Oireachtas Joint and Select Committees
Thursday, 22 February 2024
Select Committee on Housing, Planning and Local Government
Planning and Development Bill 2023: Committee Stage (Resumed)
Cian O'Callaghan (Dublin Bay North, Social Democrats) | Oireachtas source
I have one comment, which is that there was a good deal of criticism of the consultation process through the planning forum. The criticism from the IPI, given that it is the key petitioner in the area and represents the public and the private sectors, needs to be listened to. Apart from the IPI, as a formal organisation, I have also heard from planners with a similar view and this sense that they are the petitioners in planning day-to-day but their voice has not been heard. That is regrettable.
I have one comment and a question. On the Minister's comments, what I have seen is that section 5 declarations are generally used in the grey areas around exempted development. Most exempted development is clear in terms of whether or not it conforms with the rules. It tends to be quite black and white. Section 5 tends to be used on the complex grey areas. That can be around areas that are highly controversial. It tends not to be about an extension that is clearly within the parameters allowed under exempted development. People are not going to go to the bother of looking for a section 5 declaration on that if it clearly conforms with what is and is not allowed on an exemption development. It tends to be those cases where it is genuinely difficult for people to know objectively and are looking for clarity. It is either the person who engaged in what they felt in good faith was exempted development, or the wider community. If the wider community raises issues with the planning authority, public representatives or community organisations and asks how come that happened as it did not have planning permission, 90% of the time they are will hear that is exempted development because of A, B and C and it meets with that. That is then the end of the issue. It tends to be on those much more complex grey areas where this kicks in. That needs to be borne in mind.
The information that comes in from public participation can be invaluable and that can come from complex areas. The planners who are making decisions do not always have the knowledge that is in the wider community. It can often be useful and the planners have the skills to be able to verify and consider it to see how relevant it is. On what the Minister was saying, is he making a commitment that he will bring forward new wording on this on Report Stage? If he is, will that new wording restore third-party rights? Is he committing to that now? Will he fix the other issues that he referenced in regard to public participation?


Task objective -
Each record below needs to be written out exactly as it appears.

Data provided -
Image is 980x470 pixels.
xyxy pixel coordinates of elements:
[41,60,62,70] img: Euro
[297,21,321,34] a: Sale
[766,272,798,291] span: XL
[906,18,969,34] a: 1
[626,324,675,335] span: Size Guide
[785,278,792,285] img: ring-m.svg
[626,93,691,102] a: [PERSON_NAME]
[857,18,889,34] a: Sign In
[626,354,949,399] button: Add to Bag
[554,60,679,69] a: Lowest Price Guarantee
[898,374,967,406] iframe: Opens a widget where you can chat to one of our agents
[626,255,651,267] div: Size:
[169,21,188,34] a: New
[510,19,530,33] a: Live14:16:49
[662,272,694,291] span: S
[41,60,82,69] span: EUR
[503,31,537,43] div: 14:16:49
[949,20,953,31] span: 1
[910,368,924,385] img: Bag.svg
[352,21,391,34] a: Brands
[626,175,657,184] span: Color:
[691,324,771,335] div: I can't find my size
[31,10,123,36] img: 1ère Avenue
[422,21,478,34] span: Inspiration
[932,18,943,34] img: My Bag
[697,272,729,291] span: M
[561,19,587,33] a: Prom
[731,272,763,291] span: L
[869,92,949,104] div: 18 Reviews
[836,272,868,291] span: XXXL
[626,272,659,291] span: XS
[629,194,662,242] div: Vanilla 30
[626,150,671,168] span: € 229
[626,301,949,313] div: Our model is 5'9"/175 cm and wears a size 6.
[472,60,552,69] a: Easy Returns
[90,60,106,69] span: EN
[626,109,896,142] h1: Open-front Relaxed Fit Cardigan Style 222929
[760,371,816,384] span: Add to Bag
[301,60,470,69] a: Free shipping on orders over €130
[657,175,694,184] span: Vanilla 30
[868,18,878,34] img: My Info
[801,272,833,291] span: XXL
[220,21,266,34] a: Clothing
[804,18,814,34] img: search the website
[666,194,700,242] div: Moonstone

Solution -
Image is 980x470 pixels.
xyxy pixel coordinates of elements:
[41,60,62,70] img: Euro
[297,21,321,34] a: Sale
[766,272,798,291] span: XL
[906,18,969,34] a: 1
[626,324,675,335] span: Size Guide
[785,278,792,285] img: ring-m.svg
[626,93,691,102] a: [PERSON_NAME]
[857,18,889,34] a: Sign In
[626,354,949,399] button: Add to Bag
[554,60,679,69] a: Lowest Price Guarantee
[898,374,967,406] iframe: Opens a widget where you can chat to one of our agents
[626,255,651,267] div: Size:
[169,21,188,34] a: New
[510,19,530,33] a: Live14:16:49
[662,272,694,291] span: S
[41,60,82,69] span: EUR
[503,31,537,43] div: 14:16:49
[949,20,953,31] span: 1
[910,368,924,385] img: Bag.svg
[352,21,391,34] a: Brands
[626,175,657,184] span: Color:
[691,324,771,335] div: I can't find my size
[31,10,123,36] img: 1ère Avenue
[422,21,478,34] span: Inspiration
[932,18,943,34] img: My Bag
[697,272,729,291] span: M
[561,19,587,33] a: Prom
[731,272,763,291] span: L
[869,92,949,104] div: 18 Reviews
[836,272,868,291] span: XXXL
[626,272,659,291] span: XS
[629,194,662,242] div: Vanilla 30
[626,150,671,168] span: € 229
[626,301,949,313] div: Our model is 5'9"/175 cm and wears a size 6.
[472,60,552,69] a: Easy Returns
[90,60,106,69] span: EN
[626,109,896,142] h1: Open-front Relaxed Fit Cardigan Style 222929
[760,371,816,384] span: Add to Bag
[301,60,470,69] a: Free shipping on orders over €130
[657,175,694,184] span: Vanilla 30
[868,18,878,34] img: My Info
[801,272,833,291] span: XXL
[220,21,266,34] a: Clothing
[804,18,814,34] img: search the website
[666,194,700,242] div: Moonstone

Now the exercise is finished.